The SCOMC envisioned an institution that reclaims its Article I power and prerogatives, invests in its talent and technology, and nurtures a culture of civility and bipartisanship. Radical steps are required to get there, but the SCOMC has created a roadmap for the journey. Its final report made 97 recommendations in 15 categories. A resolution adopting the first 29 passed the full House overwhelming in March 2020, an unusual bipartisan endorsement of change. The House is expected to act on the remaining recommendations soon.

Here are a few of its 97 ideas: Streamlined bill-writing, public tracking of amendments, better public information about lobbyists and lobbying, one-click access to see how Members of Congress vote in committee, and more flexible working conditions, including telework.

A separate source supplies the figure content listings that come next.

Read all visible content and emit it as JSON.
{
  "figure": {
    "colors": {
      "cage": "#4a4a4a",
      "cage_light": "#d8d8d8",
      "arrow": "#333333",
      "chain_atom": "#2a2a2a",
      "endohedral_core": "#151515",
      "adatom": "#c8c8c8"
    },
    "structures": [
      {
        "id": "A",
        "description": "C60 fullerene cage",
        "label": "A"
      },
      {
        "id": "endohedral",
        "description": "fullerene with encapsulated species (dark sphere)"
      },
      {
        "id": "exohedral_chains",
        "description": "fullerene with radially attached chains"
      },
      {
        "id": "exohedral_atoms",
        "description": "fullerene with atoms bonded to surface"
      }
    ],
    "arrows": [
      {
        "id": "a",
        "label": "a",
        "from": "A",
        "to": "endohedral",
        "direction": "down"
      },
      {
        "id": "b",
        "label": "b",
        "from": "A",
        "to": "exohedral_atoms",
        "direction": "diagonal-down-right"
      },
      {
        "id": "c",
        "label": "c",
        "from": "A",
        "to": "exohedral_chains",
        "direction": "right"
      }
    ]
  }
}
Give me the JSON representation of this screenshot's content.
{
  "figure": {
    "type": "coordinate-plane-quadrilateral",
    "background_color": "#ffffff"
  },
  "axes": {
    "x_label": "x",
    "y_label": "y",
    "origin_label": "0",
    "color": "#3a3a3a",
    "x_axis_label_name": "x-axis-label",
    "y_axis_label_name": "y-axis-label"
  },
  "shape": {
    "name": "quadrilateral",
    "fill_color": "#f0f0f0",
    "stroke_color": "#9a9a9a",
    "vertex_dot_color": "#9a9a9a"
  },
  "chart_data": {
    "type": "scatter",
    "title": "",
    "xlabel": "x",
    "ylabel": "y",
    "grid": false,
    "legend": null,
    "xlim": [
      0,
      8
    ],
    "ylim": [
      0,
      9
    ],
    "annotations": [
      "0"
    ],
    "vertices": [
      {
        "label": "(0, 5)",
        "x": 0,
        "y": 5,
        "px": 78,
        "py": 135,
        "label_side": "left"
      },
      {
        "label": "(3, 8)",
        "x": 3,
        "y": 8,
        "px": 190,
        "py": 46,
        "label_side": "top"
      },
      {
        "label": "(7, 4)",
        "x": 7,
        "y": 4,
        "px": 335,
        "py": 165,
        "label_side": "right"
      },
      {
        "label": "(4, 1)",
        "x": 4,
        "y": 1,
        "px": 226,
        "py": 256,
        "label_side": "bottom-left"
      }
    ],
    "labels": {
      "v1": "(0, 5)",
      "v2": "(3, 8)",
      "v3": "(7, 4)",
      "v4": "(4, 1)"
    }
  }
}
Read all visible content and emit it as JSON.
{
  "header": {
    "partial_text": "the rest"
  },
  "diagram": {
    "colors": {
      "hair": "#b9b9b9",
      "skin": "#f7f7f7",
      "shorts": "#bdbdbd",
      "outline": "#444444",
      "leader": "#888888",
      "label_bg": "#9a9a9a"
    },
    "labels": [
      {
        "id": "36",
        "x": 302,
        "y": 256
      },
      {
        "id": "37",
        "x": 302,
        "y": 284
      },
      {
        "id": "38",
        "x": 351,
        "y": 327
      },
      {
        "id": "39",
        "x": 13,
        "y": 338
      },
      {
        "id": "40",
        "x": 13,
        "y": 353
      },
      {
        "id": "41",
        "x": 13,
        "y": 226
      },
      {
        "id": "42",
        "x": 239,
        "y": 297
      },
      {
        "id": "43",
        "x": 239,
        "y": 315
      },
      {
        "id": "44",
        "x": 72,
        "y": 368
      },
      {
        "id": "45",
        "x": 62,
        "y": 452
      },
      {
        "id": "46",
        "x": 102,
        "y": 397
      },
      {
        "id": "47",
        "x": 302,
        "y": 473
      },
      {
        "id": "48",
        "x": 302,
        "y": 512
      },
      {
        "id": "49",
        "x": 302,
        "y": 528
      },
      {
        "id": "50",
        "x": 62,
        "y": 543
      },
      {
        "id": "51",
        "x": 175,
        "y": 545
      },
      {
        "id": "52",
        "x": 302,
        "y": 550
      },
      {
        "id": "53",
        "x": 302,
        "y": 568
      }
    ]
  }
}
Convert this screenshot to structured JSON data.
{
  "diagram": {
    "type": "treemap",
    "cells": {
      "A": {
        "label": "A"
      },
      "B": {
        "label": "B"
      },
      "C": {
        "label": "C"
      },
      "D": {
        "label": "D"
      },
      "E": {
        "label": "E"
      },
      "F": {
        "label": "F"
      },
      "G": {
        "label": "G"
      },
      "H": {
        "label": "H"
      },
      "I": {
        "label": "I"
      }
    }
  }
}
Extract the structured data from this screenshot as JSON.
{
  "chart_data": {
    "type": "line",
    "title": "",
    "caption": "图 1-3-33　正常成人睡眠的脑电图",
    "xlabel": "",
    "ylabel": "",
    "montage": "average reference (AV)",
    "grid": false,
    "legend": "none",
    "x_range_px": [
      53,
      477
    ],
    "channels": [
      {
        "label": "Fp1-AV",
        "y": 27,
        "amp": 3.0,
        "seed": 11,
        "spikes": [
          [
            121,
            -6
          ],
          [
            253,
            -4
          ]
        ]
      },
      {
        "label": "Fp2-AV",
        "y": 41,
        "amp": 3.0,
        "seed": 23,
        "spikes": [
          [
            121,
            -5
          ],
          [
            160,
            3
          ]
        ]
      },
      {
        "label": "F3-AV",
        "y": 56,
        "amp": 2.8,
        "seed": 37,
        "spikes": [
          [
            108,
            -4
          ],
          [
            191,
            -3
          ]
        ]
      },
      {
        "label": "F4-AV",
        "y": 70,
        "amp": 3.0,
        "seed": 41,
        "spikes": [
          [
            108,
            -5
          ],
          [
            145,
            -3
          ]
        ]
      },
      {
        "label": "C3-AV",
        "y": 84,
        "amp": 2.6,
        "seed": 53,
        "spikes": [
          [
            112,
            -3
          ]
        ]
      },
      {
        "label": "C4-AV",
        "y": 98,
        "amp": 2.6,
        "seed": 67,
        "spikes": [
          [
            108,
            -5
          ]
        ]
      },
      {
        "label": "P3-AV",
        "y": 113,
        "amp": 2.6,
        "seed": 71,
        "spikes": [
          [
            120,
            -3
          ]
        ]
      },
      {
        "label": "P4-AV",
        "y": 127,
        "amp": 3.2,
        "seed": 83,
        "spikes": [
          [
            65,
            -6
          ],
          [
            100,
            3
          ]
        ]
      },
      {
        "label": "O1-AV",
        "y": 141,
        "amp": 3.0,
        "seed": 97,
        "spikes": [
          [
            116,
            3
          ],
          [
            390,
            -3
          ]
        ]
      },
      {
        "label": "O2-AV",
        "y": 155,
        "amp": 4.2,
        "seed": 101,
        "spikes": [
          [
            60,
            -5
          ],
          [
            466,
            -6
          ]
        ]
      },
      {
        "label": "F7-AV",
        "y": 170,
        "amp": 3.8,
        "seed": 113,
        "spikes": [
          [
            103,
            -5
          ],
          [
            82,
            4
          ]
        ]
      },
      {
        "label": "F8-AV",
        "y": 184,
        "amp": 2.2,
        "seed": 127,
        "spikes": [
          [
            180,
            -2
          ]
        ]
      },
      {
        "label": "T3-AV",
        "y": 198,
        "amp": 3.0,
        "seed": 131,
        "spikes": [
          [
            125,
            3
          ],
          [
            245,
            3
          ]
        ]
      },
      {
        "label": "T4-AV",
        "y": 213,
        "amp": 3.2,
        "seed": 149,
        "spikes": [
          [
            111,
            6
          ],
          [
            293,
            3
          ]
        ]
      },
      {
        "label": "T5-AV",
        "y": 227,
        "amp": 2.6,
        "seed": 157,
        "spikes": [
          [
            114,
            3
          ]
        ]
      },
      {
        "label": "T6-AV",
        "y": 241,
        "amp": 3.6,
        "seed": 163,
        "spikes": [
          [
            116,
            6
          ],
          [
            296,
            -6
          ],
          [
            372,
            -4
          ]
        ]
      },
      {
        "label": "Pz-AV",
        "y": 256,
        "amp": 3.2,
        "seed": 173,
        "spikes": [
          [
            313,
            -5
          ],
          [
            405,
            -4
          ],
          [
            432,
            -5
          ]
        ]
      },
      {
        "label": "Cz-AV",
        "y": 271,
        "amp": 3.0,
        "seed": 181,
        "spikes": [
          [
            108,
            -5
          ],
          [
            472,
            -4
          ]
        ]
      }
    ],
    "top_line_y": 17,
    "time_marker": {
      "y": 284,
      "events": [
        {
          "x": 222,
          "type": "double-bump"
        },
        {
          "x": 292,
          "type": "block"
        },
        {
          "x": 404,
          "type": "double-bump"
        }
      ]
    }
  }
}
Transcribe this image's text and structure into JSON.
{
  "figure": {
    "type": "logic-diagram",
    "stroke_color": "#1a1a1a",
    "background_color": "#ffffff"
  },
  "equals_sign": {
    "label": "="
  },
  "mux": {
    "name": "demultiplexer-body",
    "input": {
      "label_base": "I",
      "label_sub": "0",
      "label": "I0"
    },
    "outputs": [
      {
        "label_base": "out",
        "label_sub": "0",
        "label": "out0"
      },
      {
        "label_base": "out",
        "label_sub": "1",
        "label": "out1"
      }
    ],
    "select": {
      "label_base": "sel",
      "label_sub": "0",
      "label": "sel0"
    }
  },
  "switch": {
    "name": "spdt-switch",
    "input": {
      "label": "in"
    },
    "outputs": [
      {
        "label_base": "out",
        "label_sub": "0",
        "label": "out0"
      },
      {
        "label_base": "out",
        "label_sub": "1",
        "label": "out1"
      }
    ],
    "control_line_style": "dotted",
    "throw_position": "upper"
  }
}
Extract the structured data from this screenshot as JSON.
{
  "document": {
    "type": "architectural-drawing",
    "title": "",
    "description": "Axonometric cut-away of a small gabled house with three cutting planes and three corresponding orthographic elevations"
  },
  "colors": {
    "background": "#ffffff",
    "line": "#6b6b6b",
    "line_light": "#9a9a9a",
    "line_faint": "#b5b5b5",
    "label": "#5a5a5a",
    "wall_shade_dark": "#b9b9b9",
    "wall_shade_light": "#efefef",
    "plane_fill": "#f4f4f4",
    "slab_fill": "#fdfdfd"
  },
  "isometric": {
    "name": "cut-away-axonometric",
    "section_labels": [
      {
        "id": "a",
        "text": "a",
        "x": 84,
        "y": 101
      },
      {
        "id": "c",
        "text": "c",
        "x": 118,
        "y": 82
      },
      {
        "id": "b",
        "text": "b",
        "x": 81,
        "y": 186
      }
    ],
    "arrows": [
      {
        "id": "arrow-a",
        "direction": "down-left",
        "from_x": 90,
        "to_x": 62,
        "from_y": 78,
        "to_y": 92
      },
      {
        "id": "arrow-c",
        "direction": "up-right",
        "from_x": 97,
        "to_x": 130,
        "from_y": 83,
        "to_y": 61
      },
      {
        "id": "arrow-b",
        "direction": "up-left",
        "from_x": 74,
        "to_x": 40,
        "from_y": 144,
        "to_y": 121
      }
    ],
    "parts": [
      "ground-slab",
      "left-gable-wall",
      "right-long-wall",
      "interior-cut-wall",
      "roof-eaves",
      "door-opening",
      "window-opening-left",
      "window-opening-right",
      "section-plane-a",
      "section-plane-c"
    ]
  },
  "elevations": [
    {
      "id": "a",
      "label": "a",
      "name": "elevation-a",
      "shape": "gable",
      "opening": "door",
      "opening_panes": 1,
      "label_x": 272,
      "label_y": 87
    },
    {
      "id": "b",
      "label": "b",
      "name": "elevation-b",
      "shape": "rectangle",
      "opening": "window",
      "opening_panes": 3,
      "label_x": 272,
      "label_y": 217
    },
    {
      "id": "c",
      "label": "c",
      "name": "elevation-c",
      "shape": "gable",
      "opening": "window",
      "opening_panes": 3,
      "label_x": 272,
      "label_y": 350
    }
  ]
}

The SCOMC also endorsed bipartisan solutions to thorny issues such as the Congressional calendar, raising staff salaries, and revamping staffing and procedures in committees. In its final months, the SCOMC even passed recommendations for reforming the budget and appropriations process and creating a new program for Congress to direct federal spending for local community projects, replacing the abandoned “earmarks” system.

What’s next?

It’s likely the House will vote before the end of 2020 on another set of SCOMC recommendations. When approved, some recommendations will be referred to standing committees for further actions, while others could be implemented without legislation by House Leadership or the Committee on House Administration. It’s also possible the House may vote to set up another kind of Modernization Committee to continue developing proposals.

Meanwhile, the Hewlett grantee organizations who regularly shared information, strategies and resources in support of the SCOMC are now exploring how to support modernization in the Senate. The Senate is organized differently than the House, but it similarly suffers from lags in adopting technology tools, lack of strong, centralized human resources and career development support, and uncertainty over how and when to permit remote operations under its rules.

Like the House, initial Senate opposition to remote operations dissipated in the face of necessity. Far from being relegated to only low-priority matters, a hybrid model of in-person and remote participation has already been used for one of the most monumental Senate responsibilities: confirmation hearings for a Supreme Court Justice. And the majority of Senate staff members have been working from home for months.

Members and staff are discovering that certain kinds of modernization forced by the pandemic and encouraged by the thoughtful, bipartisan institutional efforts of the Select Committee on the Modernization of Congress will remake the 21st century Congress faster than anyone imagined two years ago. What course that will take, and how fast, will be front-and-center for the 117th Congress.